Analysis: The rectification application was filed along with the judgment of the Division Bench and was received by the department. It was not rejected within sixty days. The second proviso to Section 25-A(1) creates a legal fiction that, on such default, the order shall be deemed to have been amended rectifying the mistake. Once that deemed rectification came into force, a later rectification order passed in derogation of that fiction could not stand. The subsequent revisional, assessment, refund and appellate proceedings flowed from an order that was itself without jurisdiction.
Conclusion: The deemed rectification operated in law, and the later rectification order as well as the consequential proceedings were invalid.
Issue (ii): Whether the assessee was entitled to interest on the delayed refund under the Karnataka Sales Tax Act.
Analysis: The right to refund had already accrued once the deemed rectification took effect, and the refund was granted only after the statutory period. The relevant period for computing delay had to be reckoned from the date of receipt of the rectification application, not from the later date on which the departmental authorities obtained the judgment copy. Since the refund was not made within the period contemplated by Section 13-A, interest became payable for the delayed period.

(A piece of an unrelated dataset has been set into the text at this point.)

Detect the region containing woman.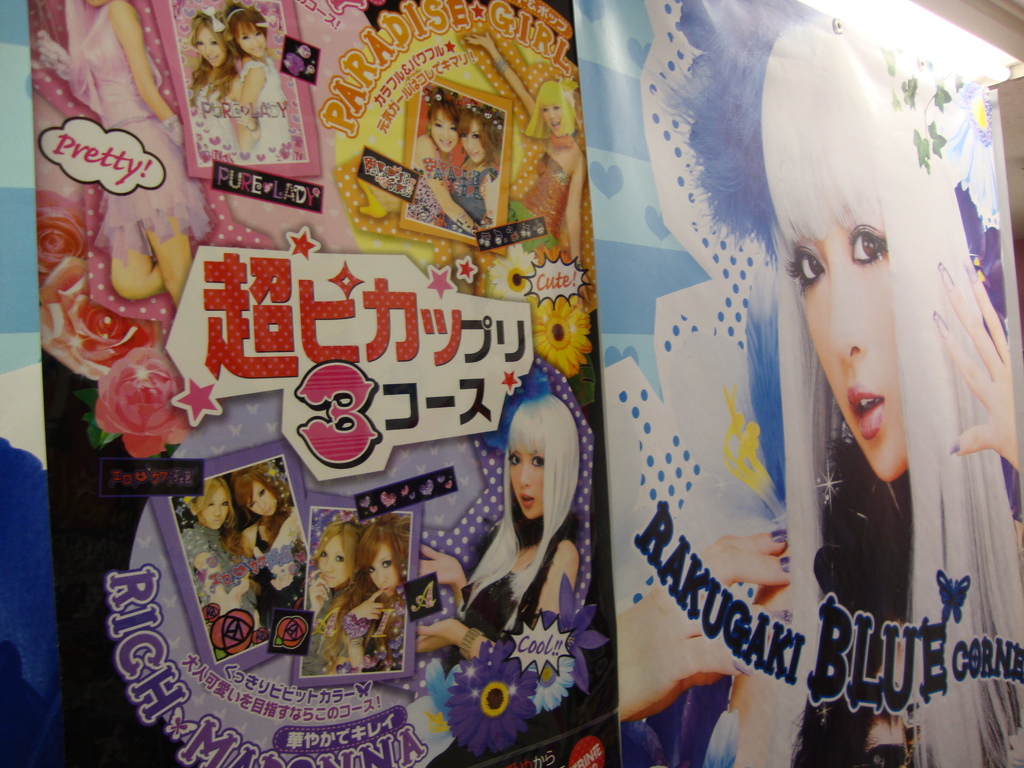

Conclusion: The assessee was entitled to interest at 6% per annum for the period of delay found on the facts.
Final Conclusion: The revision succeeded, the impugned tribunal order was set aside, and the assessee's entitlement to statutory interest on the delayed refund was affirmed.
Ratio Decidendi: Where a rectification application is not rejected within the statutory period, the deeming provision operates automatically, and any later order contrary to that deemed amendment is without jurisdiction; a statutory right to interest on delayed refund then accrues according to the period of delay computed from the date the application was received.